Virgin Hotel New Orleans
New Orleans, LA, USA
The Virgin Hotel New Orleans is a vibrant, fun, and ever-sociable sort of place, and there’s nothing the least bit minimalist about it. It’s set in the city’s Central Business District, which in New Orleans is quite a bit more fun than it sounds. The exterior is a serious modern tower, which in its choice of materials pays subtle tribute to the city’s old warehouses. Inside, it’s one part vaguely European sophistication and one part sub-tropical color explosion, just like New Orleans itself.
Maison Metier
New Orleans, LA, USA
Maison Métier effortlessly combines the youthful good looks of a hipster-brand boutique hotel with the grown-up glamour of something substantially more luxurious. The look is unapologetically luxe, right down to the jewel-like colored marble tiles in the bathrooms. But in these hands, luxe doesn’t mean stuffy — the accommodations feel like bedrooms in the home of an eccentric, mysteriously wealthy friend, one who’s careful to make sure you never feel underdressed.
Hotel Saint Vincent
New Orleans, LA, USA
This handsome red brick edifice, a 19th-century landmark in New Orleans’ Lower Garden District, would be promising raw material for any hotelier; the owners of the Hotel St.
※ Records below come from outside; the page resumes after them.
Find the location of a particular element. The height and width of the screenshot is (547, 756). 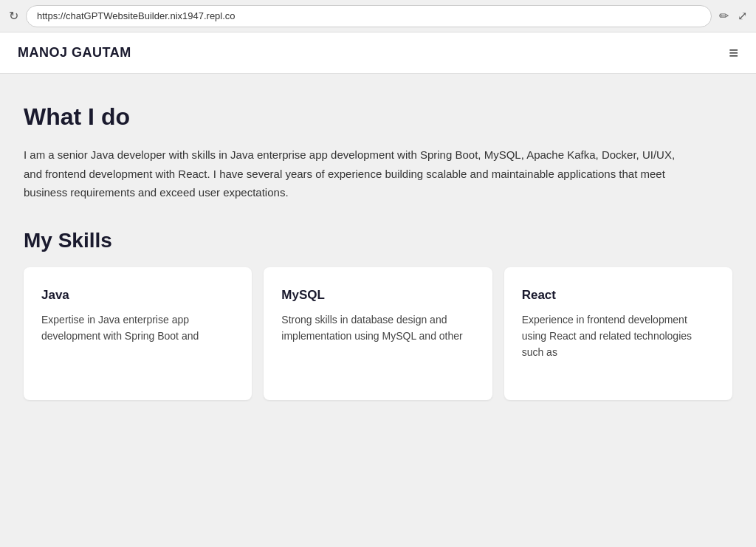

skill-desc-react: Experience in frontend development using… is located at coordinates (619, 337).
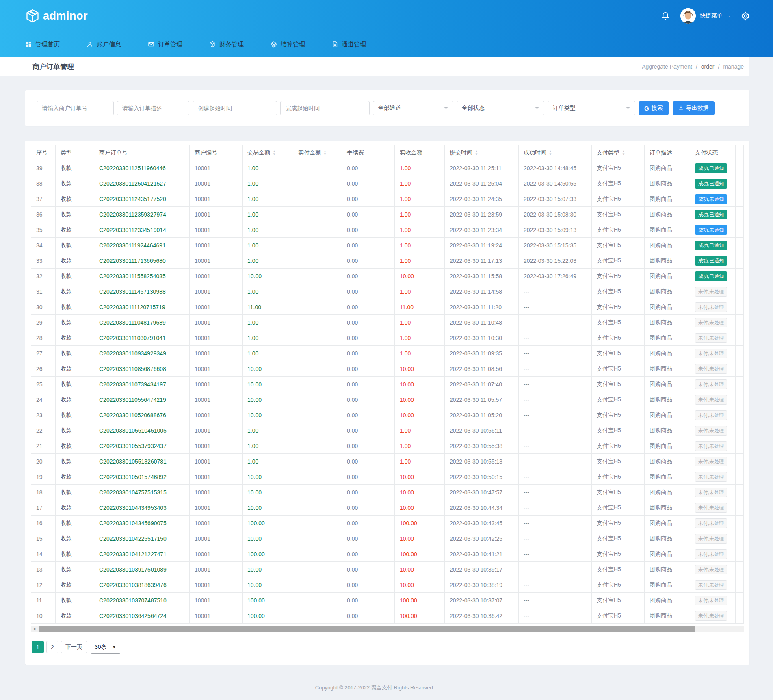 This screenshot has width=773, height=700. What do you see at coordinates (391, 629) in the screenshot?
I see `scrollbar-track` at bounding box center [391, 629].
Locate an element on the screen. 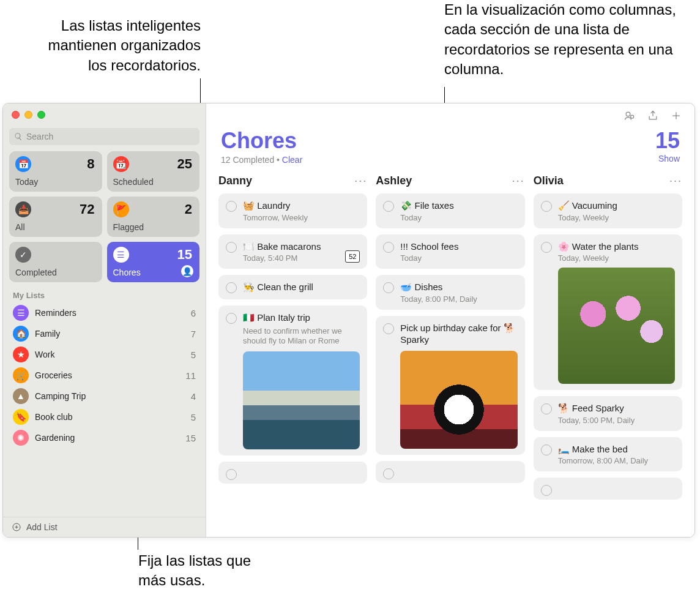  flag-icon: 🚩 is located at coordinates (121, 209).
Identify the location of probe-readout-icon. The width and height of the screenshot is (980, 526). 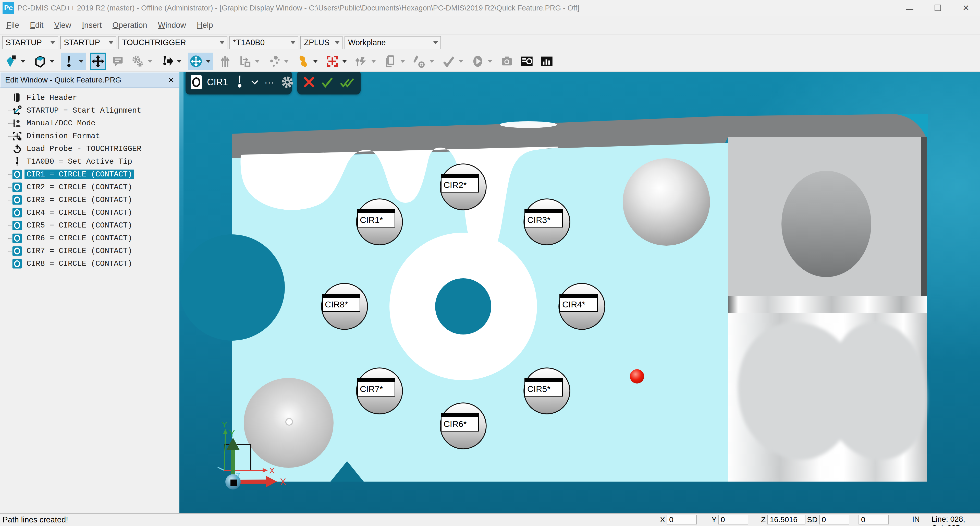
(527, 61).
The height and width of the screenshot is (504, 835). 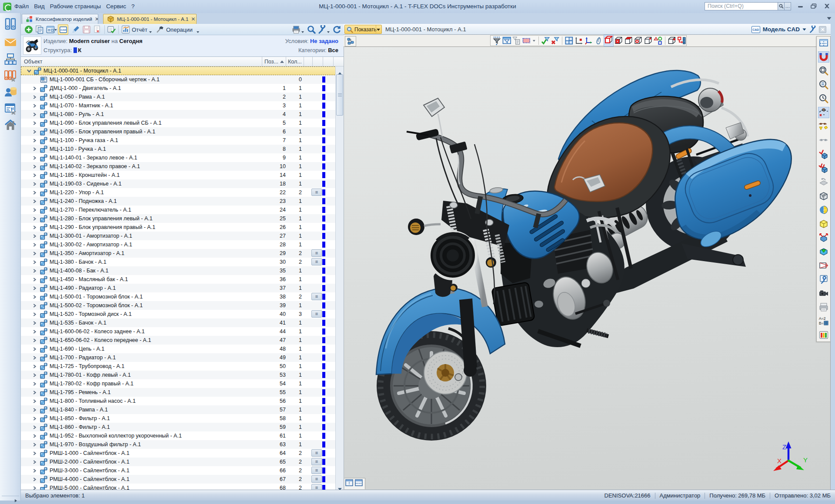 What do you see at coordinates (63, 30) in the screenshot?
I see `svg-text: CAD` at bounding box center [63, 30].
Vincent, however, are hoteliers of unusual talent, and what they’ve made of it is extraordinary. The interiors are full of retro inspiration and historical detail, but they’re anything but old-fashioned. And the comforts are substantial, even luxurious, without feeling the least bit ostentatious.
Hotel Henrietta
New Orleans, LA, USA
Hotel Henrietta has personality to spare. It’s a new build, and a strikingly modern one at that — but look closer and you’ll see it’s packed with references to classic NOLA architecture, from the arched colonnade on the ground floor to the galleries on the upper floors. Inside it’s a similarly heady mix of old and new; the reception features richly veined marble and a parquet floor that happens to be on the ceiling. And the rooms are a little bit mid-century modern, a little bit Art Deco, and a little bit Belle Époque.
The Celestine
New Orleans, LA, USA
The French Quarter doesn’t always live up to its expectations, but a hotel like the Celestine New Orleans is a reminder of what makes this one of the most unique neighborhoods in America. Ten rooms and suites decorated in a retro European-inspired style look out over either busy Toulouse Street or the tranquil inner courtyard; while they’re plenty comfortable, they’re more notable for their eclectic and richly detailed style.
Pontchartrain Hotel
New Orleans, LA, USA
Travelers to the Big Easy may not find accommodations more quintessentially representative of New Orleans’s Garden District than those of the storied Pontchartrain Hotel. Overlooking St. Charles Avenue’s postcard-perfect boulevard and streetcars, this ’20s-era architectural treasure offers rooms which lavish guests in sumptuous, stately décor, a look recalling the Crescent City’s French and Spanish origins, dressed in hues of mint green and black lacquer.
The Barnett
New Orleans, LA, USA
There’s no place in the American South better suited to the boutique-hotel aesthetic than New Orleans, perhaps the most colorful city in the country. And it’s hard to imagine a better building for the task than the Twenties Art Deco edifice behind which you’ll find The Barnett. Rooms here come with high ceilings, an underrated benefit of repurposed industrial spaces, as well as a mix of vintage-style fixtures, authentic vintage furniture, and locally sourced artwork.